You know -- let me close here. I don't want to use up all my time and have these microphones cut off on
me the way they were in 1996. I went 16 minutes. They finally had had it with me.
But let me tell you a story. Ollie North is a friend of mine -- you know old Ollie, the Marine. He called me
up and said, Pat, I'm going to have you on my TV show. I want to tell you what I'm going to ask you. My
first question's going to be, what's the first thing you're going to do as president?
So I said, Ollie, I will be ready. I do TV for a living, Ollie. I can handle that. So I went on that show with
Ollie. The first question he asked me was, what's the first thing you're going to do as president? I said, the
first thing I'm going to do, Ollie, we're going to shut down the Department of Education. Ollie said, no --
Ollie said, no, no, that's not it. I said, all right, I'm going to shut down that National Endowment for the
Arts, I'm going to fumigate the building and put the IRS in there. And Ollie said, no, the first thing you do
when you're up there on the inaugural stand.

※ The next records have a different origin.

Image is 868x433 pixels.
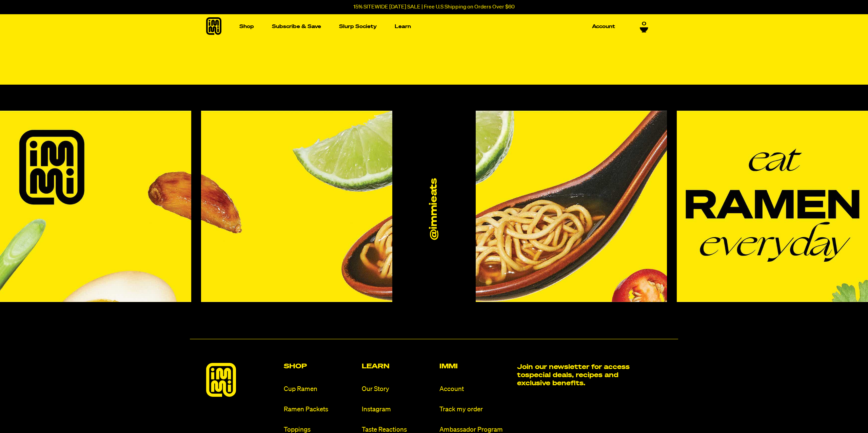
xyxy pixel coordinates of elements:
[269,21,324,32] a: Subscribe & Save
[361,363,434,370] h2: Learn
[640,21,648,33] a: 0
[517,363,634,387] h2: Join our newsletter for access to special deals, recipes and exclusive benefits.
[439,405,512,414] a: Track my order
[361,385,434,394] a: Our Story
[336,21,379,32] a: Slurp Society
[237,14,618,39] nav: Main navigation
[361,405,434,414] a: Instagram
[476,111,666,303] img: Instagram
[641,21,646,27] span: 0
[284,385,356,394] a: Cup Ramen
[392,21,414,32] a: Learn
[206,363,236,397] img: immieats
[439,385,512,394] a: Account
[353,4,515,10] p: 15% SITEWIDE [DATE] SALE | Free U.S Shipping on Orders Over $60
[428,176,440,241] a: @immieats
[237,21,257,32] a: Shop
[589,21,618,32] a: Account
[439,363,512,370] h2: Immi
[676,111,868,303] img: Instagram
[201,111,392,303] img: Instagram
[284,363,356,370] h2: Shop
[284,405,356,414] a: Ramen Packets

I said, well, I got to deliver my inaugural speech, but, Ollie, when I raise my hand to take that oath of
office, I'm the chief law enforcement officer of the United States, aren't I? He said, that's right.
I said, if I'm the chief law enforcement officer of the United States, I guess the first thing I'd have to do is
turn to Bill Clinton and said, sir, you have a right to remain silent, you have a right to have an attorney
present.
Let me say it has been wonderful to be here. It's a great event, and we were here in '96. We had a
wonderful time. The Buchanan Brigades are over there, and wonderful folks from these other folks in the
campaign, and I'm proud and honored to be here. And I've had a long, good career in politics, and I just
thought tonight that I would want to leave with a thought that I remember reading in Teddy White's book
that Jack Kennedy said.
He quoted Lincoln in the final days -- final days of his campaign in 1960 when he came out on the porch in
some place in Connecticut, and he quoted Lincoln. And I want to say this especially to my wonderful folks
over there in the Brigades. He said, I know there is a God and I know he hates injustice. I see the storm
coming and I know His hand is in it. But if there is a place and a part for me, I believe that I am ready.
God bless you and God bless the U.S.A.